LOP BURI, Thailand — The helicopters come first.
Their rotors cut through the humid Thai air as Soldiers from the 7th Infantry Division conduct an air assault mission during Hanuman Guardian. The mission is visible — movement to objectives, coordination with Royal Thai Army partners, and repeated iterations under demanding conditions.
What is harder to see is the strain.
Long days, unfamiliar terrain, and sustained operational tempo place continuous cognitive and emotional demands on soldiers. In Lop Buri, behavioral health support operates alongside those conditions, addressing stress before it affects performance.
U.S. Army Capt. Taylor Ryan, a behavioral health officer assigned to 1st Stryker Brigade Combat Team, 2nd Infantry Division, operates forward rather than from a fixed clinical setting.
“Behavioral health is typically located farther back, but out here we integrated forward with the medical team and unit ministry team so we could operate closer to the fight,” Ryan said.
Ryan and her team conduct regular battlefield circulation, moving into unit areas of operation multiple times each week. That approach reduces barriers to care and allows Soldiers to engage without leaving the training environment.
“We’re going into their area of operations multiple times a week and giving Soldiers the opportunity to engage with behavioral health right where they are,” Ryan said. “They don’t have to reach out, we’re already there.”
Operating forward also allows earlier identification of stress-related concerns. By working alongside medics, leaders, and support personnel, behavioral health becomes part of the system that helps sustain readiness.
“By building relationships with medics and providers, they can identify stress early and connect Soldiers to us before it becomes something more serious,” Ryan said.
That integration shifts behavioral health from a reactive function to a preventive one.
“When we get closer to soldiers and integrate into the formation, we’re able to manage stress before it reaches the point where someone needs to be evacuated,” Ryan said. “That helps keep soldiers mission-ready and conserves the fighting force.”
The value of that approach becomes most clear when something goes wrong.
During the exercise, a real- time training incident involving a soldier required immediate medical response. As care was rendered, leaders and soldiers across the formation processed the event while maintaining mission focus.
Ryan did not have to introduce herself.
She already knew the leaders. They already knew her.
“You don’t want to build relationships in the middle of a crisis,” Ryan said. “When something serious happens, you need to already know the leaders and the soldiers, and they need to trust you.”
Because those relationships were already in place, Ryan quickly connected with the chain of command and engaged with those affected, helping stabilize the formation in the immediate aftermath.
The work was not visible, but it was immediate, deliberate, and built on trust.
That continuity begins before soldiers arrive at the mission site. During the Soldier Readiness Processing phase, Ryan and her counterparts engage with deploying personnel, establishing familiarity and identifying potential risk factors early.
“Because we met soldiers during the readiness process before deployment, they recognized us out here,” Ryan said. “That made it easier for them to come forward and engage when they needed support.”
By the time soldiers enter a training environment like Hanuman Guardian, behavioral health is no longer an external resource–it is part of the formation.
“If we can integrate with command teams and medical teams, we’re preventing issues instead of reacting to them,” Ryan said. “That means we’re not losing soldiers to evacuation, we’re keeping them in the fight.”
During Hanuman Guardian, U.S. Army and Royal Thai Army forces train side by side to strengthen interoperability and regional partnerships. Within that environment, behavioral health support contributes directly to sustaining performance across formations operating under pressure.
As training continues across Lopburi, the most visible elements of the exercise remain constant–aircraft movement, troop maneuver, and multinational coordination.
Less visible is the work that keeps Soldiers focused, supported, and in the formation.
In a high-tempo environment, readiness depends on more than execution.
It depends on access, trust, and timely support.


▶ **Exercise description**
Copy out each line of the data that holds the string "interactable".

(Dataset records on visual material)

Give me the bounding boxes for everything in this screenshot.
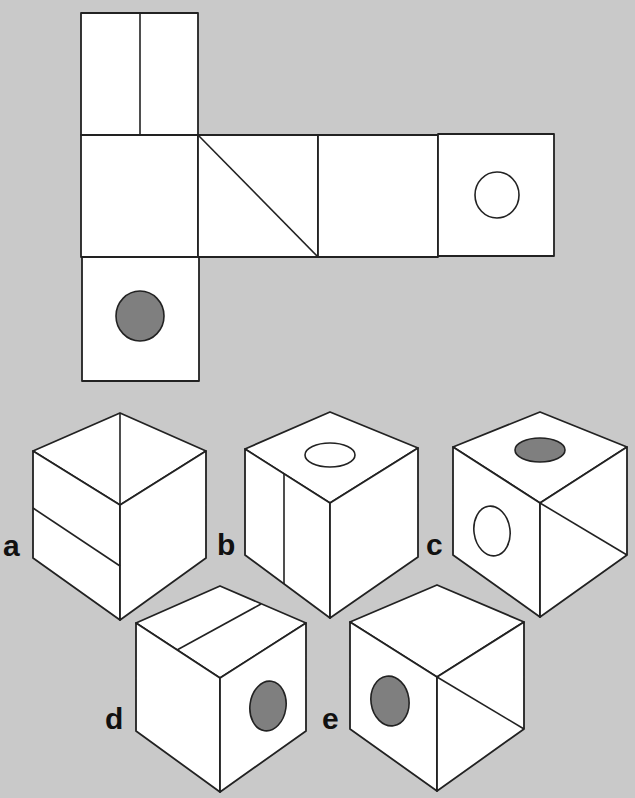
option-b[interactable]: b <box>217 412 418 618</box>
option-label-b: b <box>217 528 235 561</box>
puzzle-canvas: a b c d e <box>0 0 635 798</box>
option-label-a: a <box>3 529 20 562</box>
option-c[interactable]: c <box>426 412 627 617</box>
open-circle-icon <box>305 443 355 467</box>
open-circle-icon <box>475 172 519 218</box>
net-square-top <box>81 13 198 135</box>
filled-circle-icon <box>515 438 565 462</box>
option-label-d: d <box>105 702 123 735</box>
option-label-c: c <box>426 528 443 561</box>
cube-net <box>81 13 554 381</box>
net-square-bottom <box>82 257 199 381</box>
net-square-middle-1 <box>81 135 198 257</box>
option-d[interactable]: d <box>105 586 306 792</box>
option-label-e: e <box>322 702 339 735</box>
net-square-middle-2 <box>198 135 318 257</box>
net-square-middle-4 <box>438 134 554 256</box>
net-square-middle-3 <box>318 135 438 257</box>
option-a[interactable]: a <box>3 413 206 620</box>
filled-circle-icon <box>116 291 164 341</box>
option-e[interactable]: e <box>322 585 524 791</box>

▶ **Task response**
option-b[interactable]: b <box>217 412 418 618</box>
option-c[interactable]: c <box>426 412 627 617</box>
option-d[interactable]: d <box>105 586 306 792</box>
option-a[interactable]: a <box>3 413 206 620</box>
option-e[interactable]: e <box>322 585 524 791</box>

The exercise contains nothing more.